If your article says one thing its something I have begrudgingly come to respond to almost any question on any issue these days: 'its complicated'. I say begrudgingly precisely for the reason you suggest the experience is 'humbling' - when an idealistic youth (read: narcissist) I had a one line answer to all things and assumed that if made king for the day I could make all well again! Humbling indeed to realize that I 'know' far less now at 40 than I did at 15. I take comfort in that Socrates was said to be the wisest of all Athenians because he was the only one aware of his ignorance :)
I suppose its related to the notion that people tend to move to the right as they get older - its not so much that they realize the truth of things and that Conservatism has a monopoly on said truths, but simply that they learn enough to know that nothing is black and white; that because of this the perspectives of the left are far to reductionist (class and identity politics as a whole), and that Conserving what works although not understood, makes more sense than Progress for its own sake.
Fair point about the econ jargon - I was feeling lazy, and explaining that stuff properly would take most of another post. Having started writing it, the sunk cost fallacy prevented me from just deleting it, which is what I probably should have done. :)

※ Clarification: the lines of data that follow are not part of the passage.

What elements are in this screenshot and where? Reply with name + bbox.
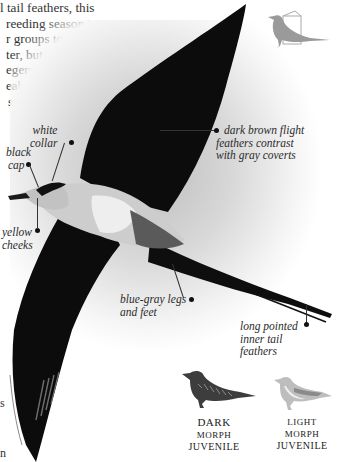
upper-wing bbox=[80, 4, 246, 212]
leader-dot bbox=[69, 140, 74, 145]
caption-line: Juvenile bbox=[270, 440, 334, 452]
label-yellow-cheeks: yellow cheeks bbox=[2, 226, 33, 251]
caption-line: Dark bbox=[184, 416, 244, 429]
bill bbox=[8, 193, 30, 200]
leader-line bbox=[306, 304, 307, 324]
caption-line: morph bbox=[270, 428, 334, 440]
label-white-collar: white collar bbox=[30, 124, 57, 149]
leader-dot bbox=[304, 322, 309, 327]
caption-line: light bbox=[270, 416, 334, 428]
text-fragment: s bbox=[0, 396, 5, 411]
light-morph-juvenile-illustration bbox=[272, 374, 334, 414]
caption-light-morph-juvenile: light morph Juvenile bbox=[270, 416, 334, 452]
caption-line: morph bbox=[184, 429, 244, 441]
leader-dot bbox=[189, 297, 194, 302]
label-flight-feathers: dark brown flight feathers contrast with… bbox=[216, 124, 304, 162]
text-fragment: n bbox=[0, 446, 6, 461]
lower-wing bbox=[13, 215, 121, 462]
seabird-silhouette-icon bbox=[266, 10, 336, 58]
label-tail: long pointed inner tail feathers bbox=[240, 320, 298, 358]
label-legs: blue-gray legs and feet bbox=[120, 293, 186, 318]
label-black-cap: black cap bbox=[6, 146, 31, 171]
leader-line bbox=[160, 130, 216, 131]
leader-line bbox=[37, 198, 38, 229]
caption-dark-morph-juvenile: Dark morph Juvenile bbox=[184, 416, 244, 453]
caption-line: Juvenile bbox=[184, 441, 244, 453]
dark-morph-juvenile-illustration bbox=[180, 368, 260, 414]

DeleteI think your point about the Thomas Sowell skepticism is exactly right. While I no longer tend to subscribe to a lot of what politically is described as "conservatism", the conservative disposition is something that I still retain. Part of the reason to not fiddle too much with what is working is because tradition itself is valuable, but the other part is the long odds of success on untried schemes of human engineering. At the moment, nearly all such schemes are on the left. But it's an open question how much better the success rate would be for untried right-wing social engineering. Not that such a thing seems like it's about to take off, but still.